WHAT NEEDS TO BE DONE
Retype, without changes, every line from the line that contains "is (672, 785)." through the final line of the records. Exclude pictures.

Saved data entries
▼
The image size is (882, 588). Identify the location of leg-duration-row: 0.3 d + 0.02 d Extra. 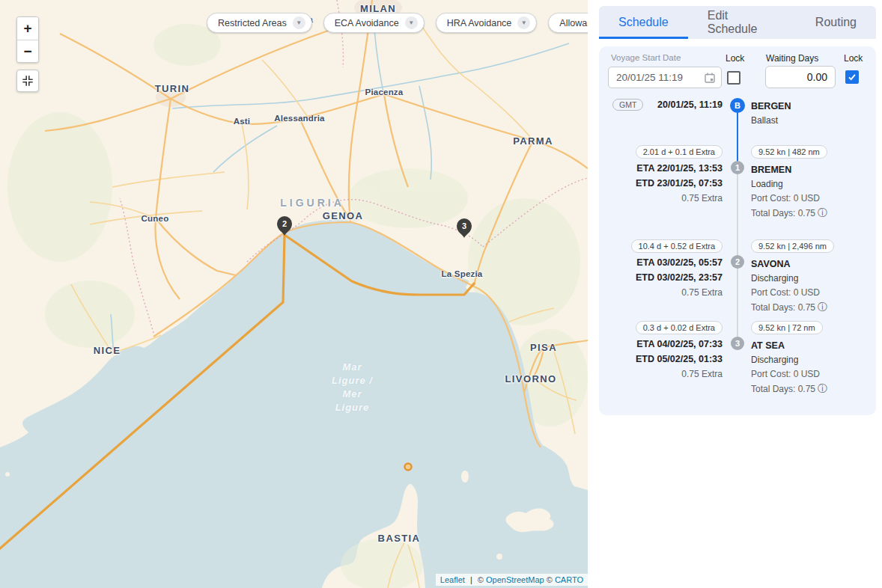
(665, 328).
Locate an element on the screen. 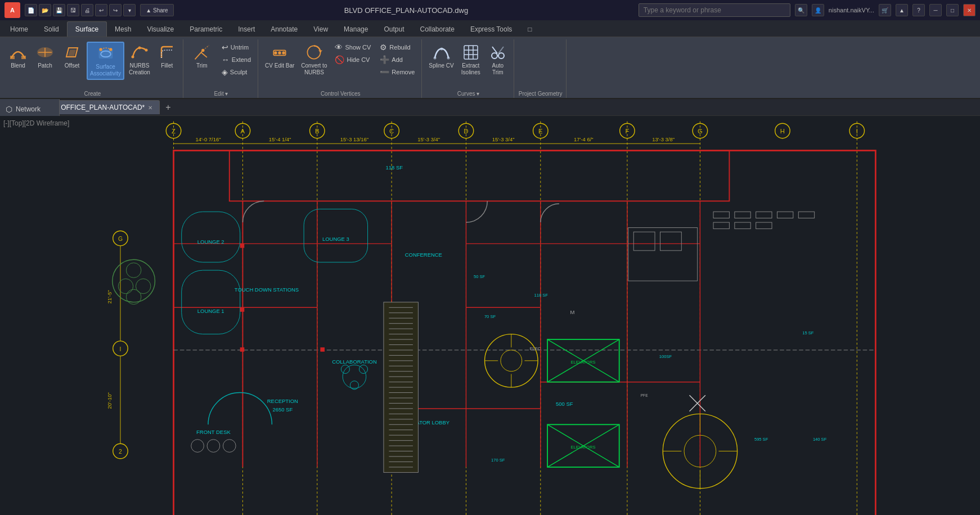 The height and width of the screenshot is (515, 980). close-btn: ✕ is located at coordinates (969, 10).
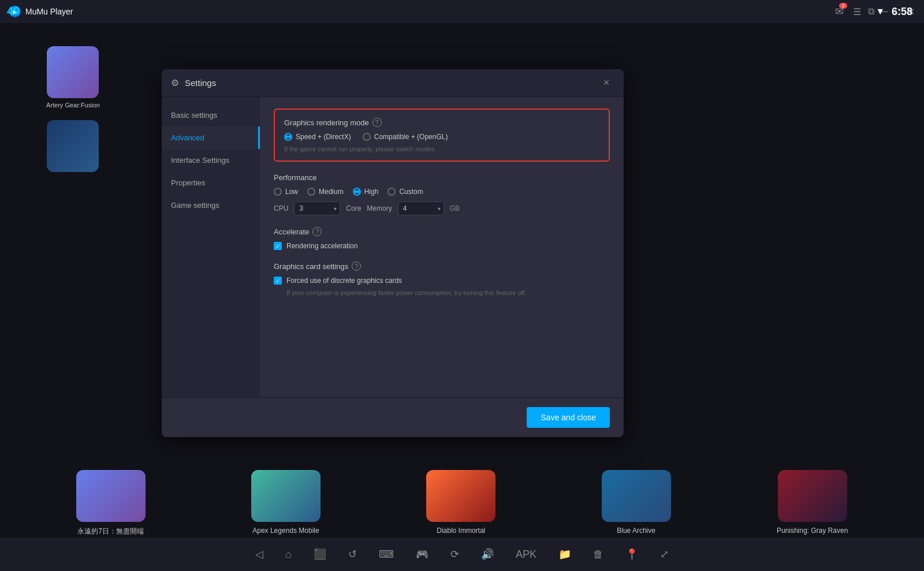 Image resolution: width=924 pixels, height=571 pixels. What do you see at coordinates (442, 266) in the screenshot?
I see `graphics-card-title: Graphics card settings ?` at bounding box center [442, 266].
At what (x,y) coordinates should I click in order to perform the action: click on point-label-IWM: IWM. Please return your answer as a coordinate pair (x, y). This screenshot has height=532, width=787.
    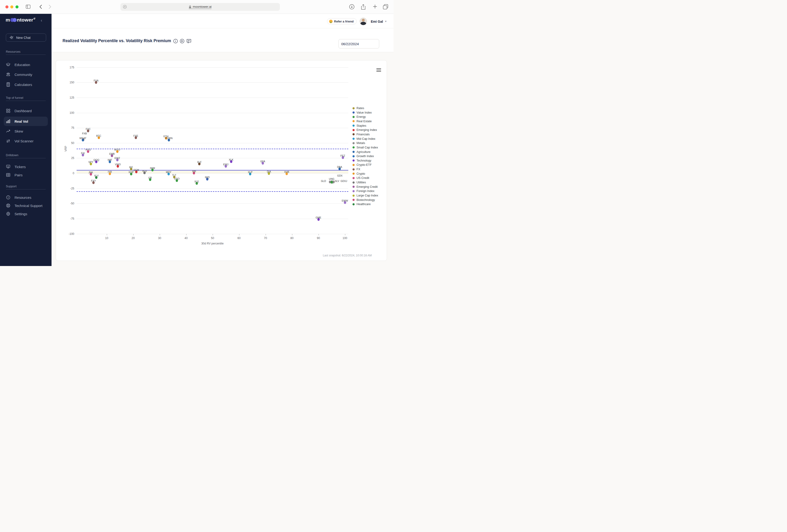
    Looking at the image, I should click on (152, 168).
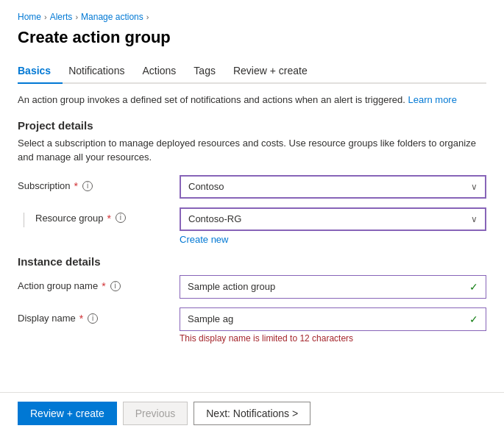 The height and width of the screenshot is (434, 504). Describe the element at coordinates (99, 184) in the screenshot. I see `subscription-label-group: Subscription * i` at that location.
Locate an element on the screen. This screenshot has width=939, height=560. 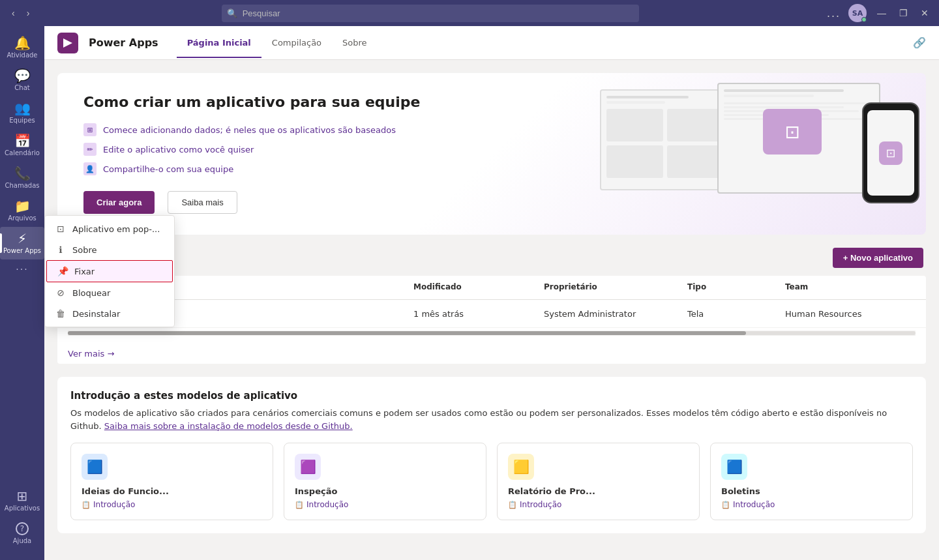
col-team: Team is located at coordinates (850, 287).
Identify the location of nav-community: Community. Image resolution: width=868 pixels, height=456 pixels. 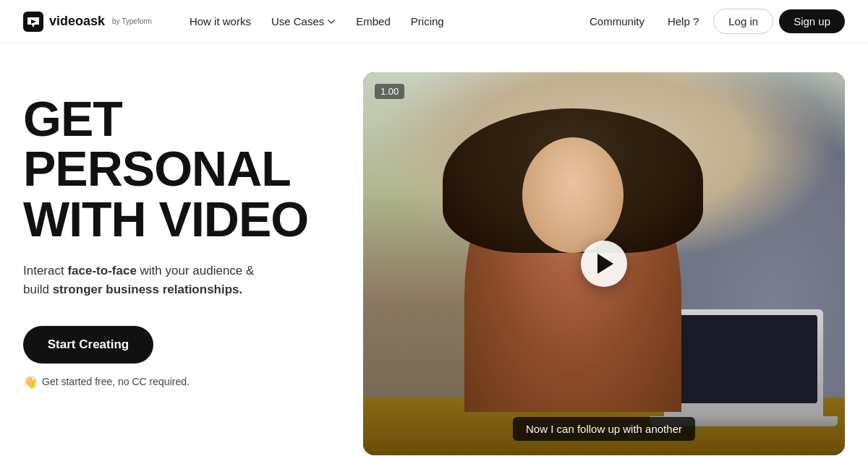
(617, 22).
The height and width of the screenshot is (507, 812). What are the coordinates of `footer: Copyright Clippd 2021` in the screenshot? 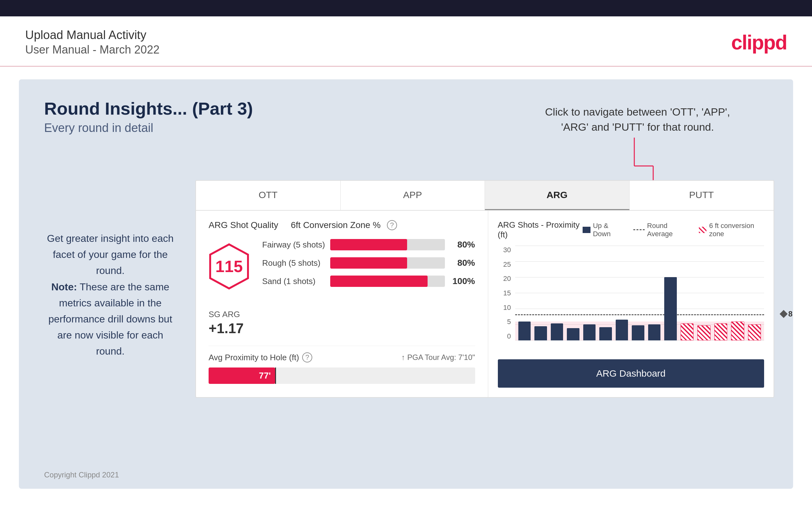 It's located at (81, 475).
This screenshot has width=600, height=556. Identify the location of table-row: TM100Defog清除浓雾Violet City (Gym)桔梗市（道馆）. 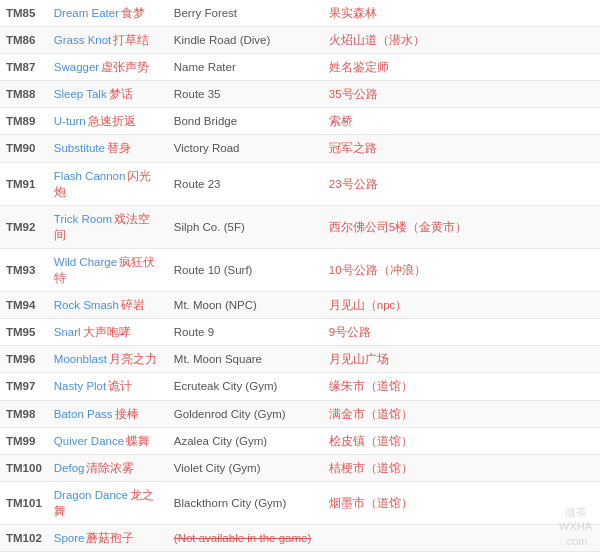
(300, 468).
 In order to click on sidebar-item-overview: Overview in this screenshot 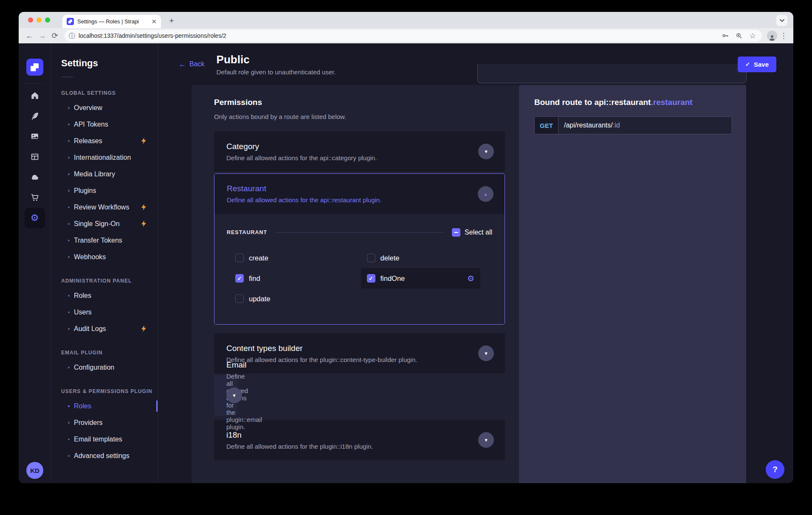, I will do `click(104, 108)`.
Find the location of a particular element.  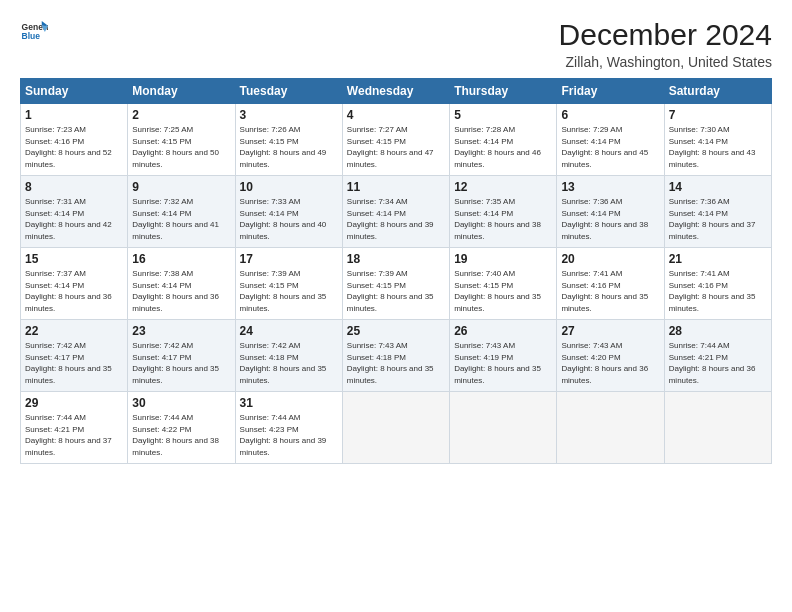

day-info: Sunrise: 7:43 AMSunset: 4:18 PMDaylight:… is located at coordinates (390, 362).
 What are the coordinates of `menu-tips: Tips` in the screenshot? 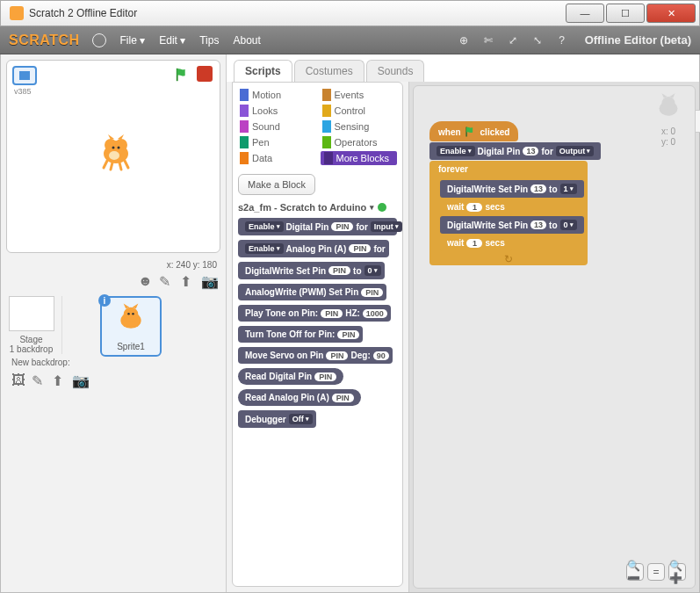 It's located at (209, 40).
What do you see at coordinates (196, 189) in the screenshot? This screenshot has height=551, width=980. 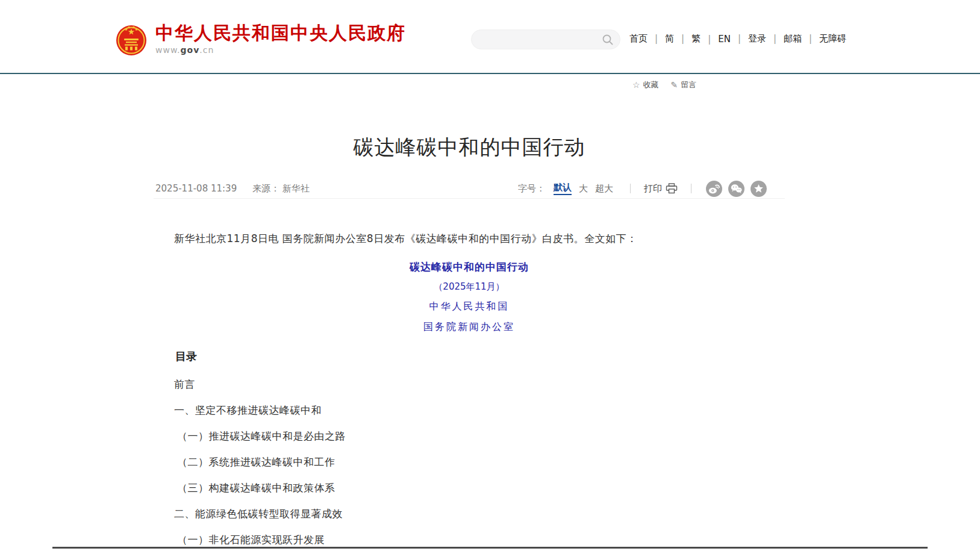 I see `article-date: 2025-11-08 11:39` at bounding box center [196, 189].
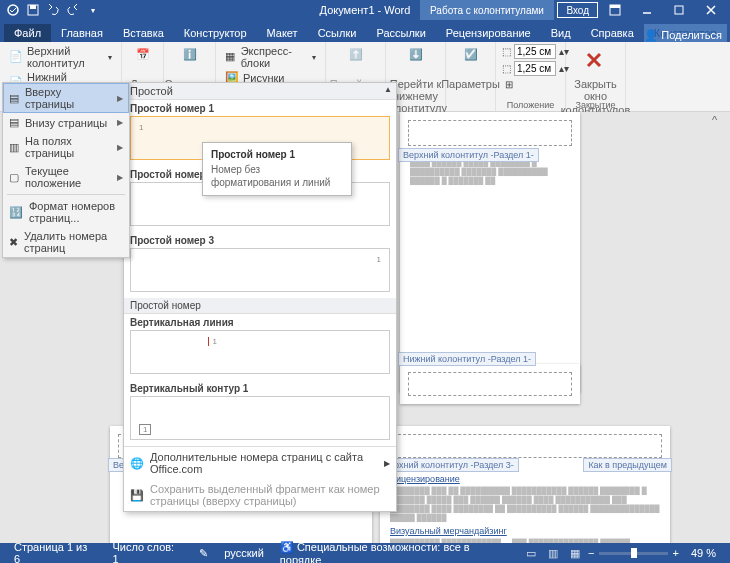 This screenshot has height=563, width=730. I want to click on gallery-item-5: 1, so click(260, 418).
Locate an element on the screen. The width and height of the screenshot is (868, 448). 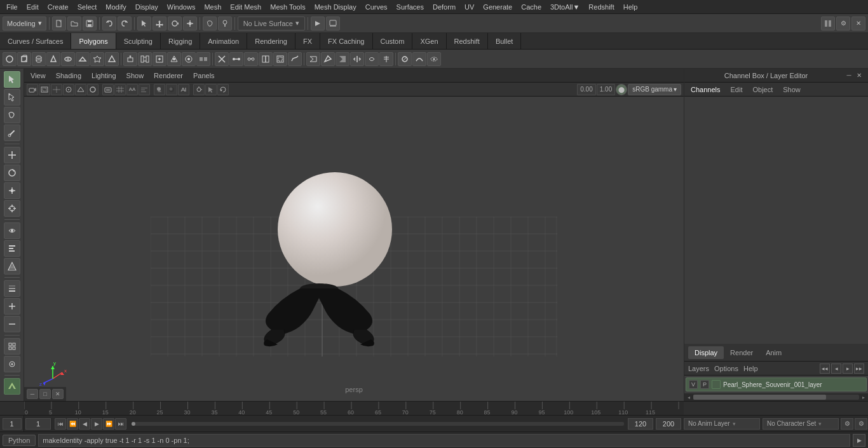
disk-tool-button is located at coordinates (97, 59).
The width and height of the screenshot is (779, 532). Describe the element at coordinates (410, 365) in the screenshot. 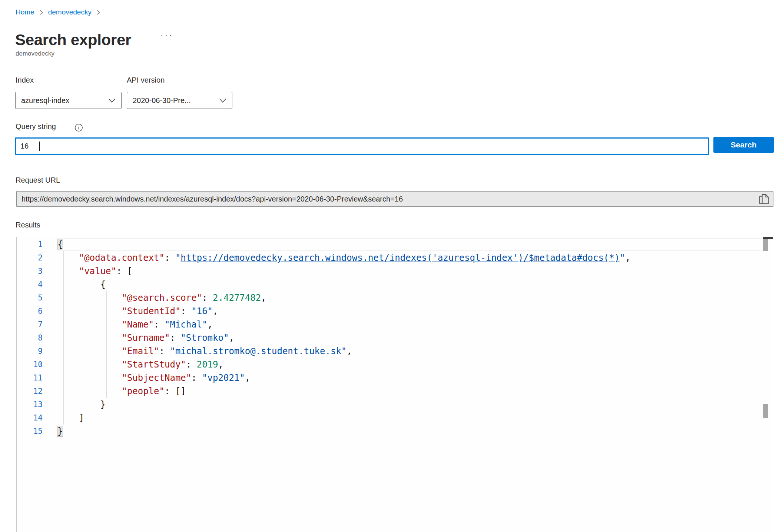

I see `code-line: "StartStudy": 2019,` at that location.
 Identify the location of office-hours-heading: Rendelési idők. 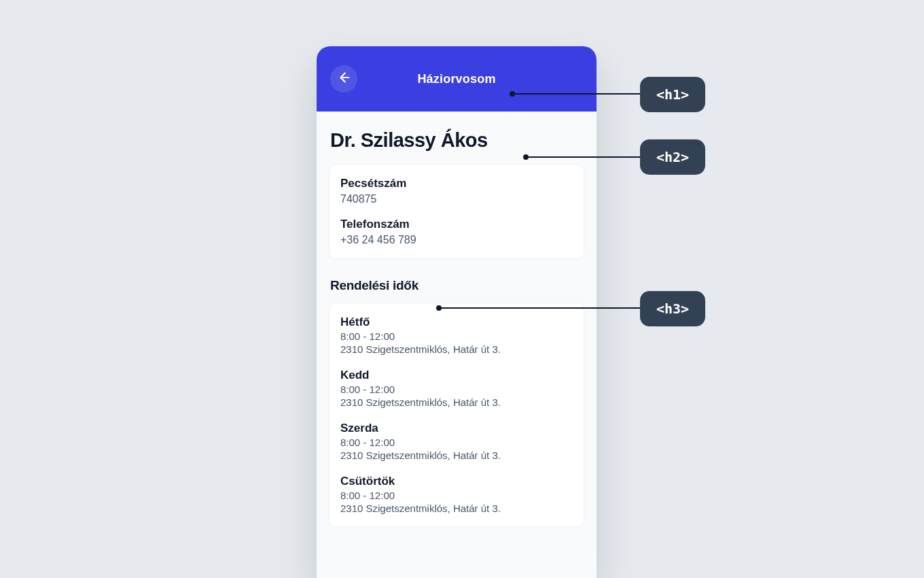
(457, 286).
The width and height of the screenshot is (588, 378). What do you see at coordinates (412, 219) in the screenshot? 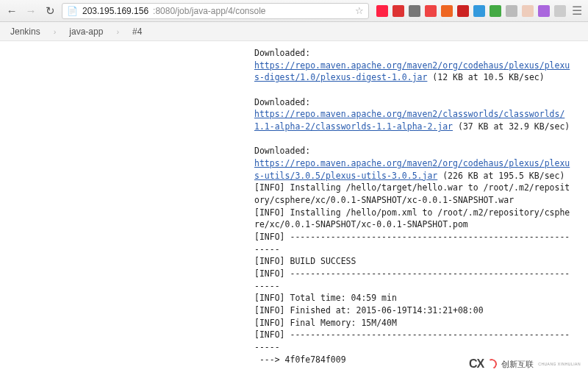
I see `console-line: [INFO] Installing /hello/pom.xml to /roo…` at bounding box center [412, 219].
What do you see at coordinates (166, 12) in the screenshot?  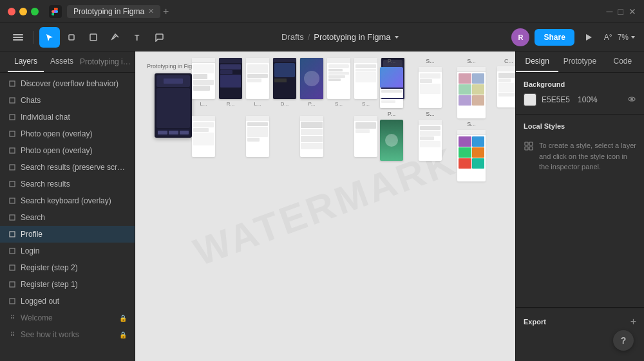 I see `add-tab-button: +` at bounding box center [166, 12].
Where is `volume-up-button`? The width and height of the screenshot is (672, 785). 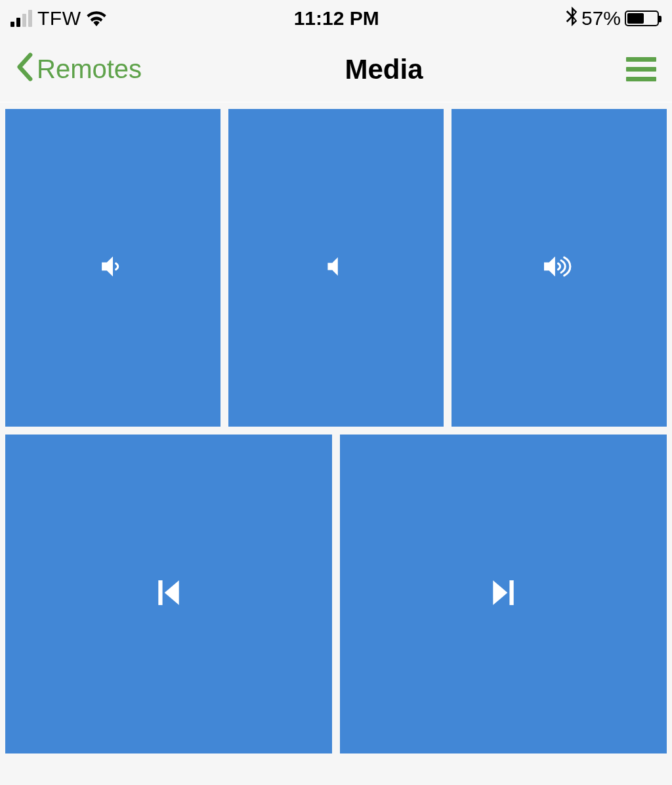
volume-up-button is located at coordinates (559, 268).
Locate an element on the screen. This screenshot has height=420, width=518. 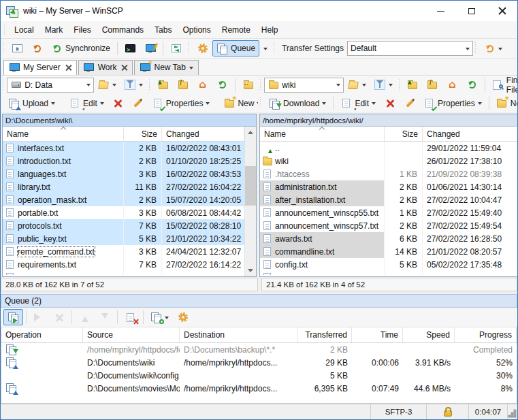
▲
ANSWER TO THIS EXERCISE
Where is `volume-up-button`? The width and height of the screenshot is (672, 785). 
volume-up-button is located at coordinates (559, 268).
Locate an element on the screen. This screenshot has height=420, width=518. 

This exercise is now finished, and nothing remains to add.